We think the remaining ground is equally untenable. The ban placed upon removal is as broad as the Employer’s Liability Act itself. The act makes no exception. The manifest purpose was to yield to suitors under it the choice of tribunals as between the courts of the United States and of the several states. Second Employer’s Liability Cases, 223 U. S. 1, 56, 32 Sup. Ct. 169, 56 L. Ed. 327. We agree with judge Cochran, who said in De Atley v. Chesapeake & Ohio Railway Co. (D. C.) 201 Fed. 591, where the removal had been obtained on the ground of diversity of citizenship:
“Congress said that ‘no ease arising under this act’ should be removed, and it should be taken to have meant what it said.”

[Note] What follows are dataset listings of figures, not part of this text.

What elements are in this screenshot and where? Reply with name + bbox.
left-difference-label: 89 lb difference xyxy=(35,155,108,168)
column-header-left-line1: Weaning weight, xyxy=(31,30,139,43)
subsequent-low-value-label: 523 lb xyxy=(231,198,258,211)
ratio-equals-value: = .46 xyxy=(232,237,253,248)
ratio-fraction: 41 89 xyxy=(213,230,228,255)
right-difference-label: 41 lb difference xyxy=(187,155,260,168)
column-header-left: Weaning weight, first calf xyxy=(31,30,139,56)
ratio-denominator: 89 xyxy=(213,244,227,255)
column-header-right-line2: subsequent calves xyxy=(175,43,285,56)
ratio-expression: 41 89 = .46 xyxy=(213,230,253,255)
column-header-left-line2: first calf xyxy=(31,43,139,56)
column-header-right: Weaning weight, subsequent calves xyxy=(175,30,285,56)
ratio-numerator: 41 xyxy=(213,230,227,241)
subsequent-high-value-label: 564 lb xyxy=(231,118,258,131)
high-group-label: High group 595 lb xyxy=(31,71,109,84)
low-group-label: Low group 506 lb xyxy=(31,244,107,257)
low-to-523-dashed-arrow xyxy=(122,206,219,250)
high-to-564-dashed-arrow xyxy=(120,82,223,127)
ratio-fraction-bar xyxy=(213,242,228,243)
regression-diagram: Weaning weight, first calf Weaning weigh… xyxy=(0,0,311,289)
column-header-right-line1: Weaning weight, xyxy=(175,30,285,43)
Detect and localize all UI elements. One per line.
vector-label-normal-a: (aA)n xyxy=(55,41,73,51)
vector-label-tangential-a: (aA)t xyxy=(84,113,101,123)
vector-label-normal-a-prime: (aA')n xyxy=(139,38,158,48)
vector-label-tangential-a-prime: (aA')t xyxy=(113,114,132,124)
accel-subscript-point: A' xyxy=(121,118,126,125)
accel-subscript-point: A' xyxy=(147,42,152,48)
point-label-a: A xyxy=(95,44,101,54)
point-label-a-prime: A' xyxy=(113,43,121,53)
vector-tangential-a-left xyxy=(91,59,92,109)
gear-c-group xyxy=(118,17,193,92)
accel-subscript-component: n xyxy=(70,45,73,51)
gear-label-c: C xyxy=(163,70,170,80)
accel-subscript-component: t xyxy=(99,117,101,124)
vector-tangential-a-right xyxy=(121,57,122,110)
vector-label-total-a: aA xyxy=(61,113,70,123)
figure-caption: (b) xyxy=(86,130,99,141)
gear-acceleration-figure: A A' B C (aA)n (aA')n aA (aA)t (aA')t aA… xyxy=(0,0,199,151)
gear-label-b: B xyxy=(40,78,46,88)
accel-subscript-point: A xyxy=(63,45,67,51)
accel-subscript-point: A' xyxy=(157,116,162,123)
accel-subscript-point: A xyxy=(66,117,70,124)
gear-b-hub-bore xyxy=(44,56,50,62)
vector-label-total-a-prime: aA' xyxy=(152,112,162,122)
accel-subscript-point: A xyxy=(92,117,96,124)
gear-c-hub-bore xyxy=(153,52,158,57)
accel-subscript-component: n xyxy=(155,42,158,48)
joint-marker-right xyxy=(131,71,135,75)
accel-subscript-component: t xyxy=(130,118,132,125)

The learned judge cited a number of cases in support of his conclusion, among which were Symonds v. St. Louis & S. E. Ry. Co. (C. C.) 192 Fed. 353, by Judge Youmans; Ulrich v. New York, N. H. & H. R. Co. (D. C.) 193 Fed. 768, by Judge Hand, and concurred in by Judges Holt and Plough; McChesney v. Illinois Central R. Co., supra, 197 Fed. 85, 87, by Judge Evans. See, also, Kelly’s Adm’x v. Chesapeake & O. Ry. Co., supra, 201 Fed. 605, 606; Saiek v. Pennsylvania R. Co. (C. C.) 193 Fed. 303.
In view of the decisions in the De Atley and Kelly Cases, supra, we take it that the attention of the trial judge in the present case was not called to the amendment of April 5, 1910, and presumably counsel were not. aware of its passage, at the time the motion to remand was denied.
The judgment below is reversed, with costs, and the cause is re • manded, with instruction to grant the plaintiff’s motion to remand the cause to the state court.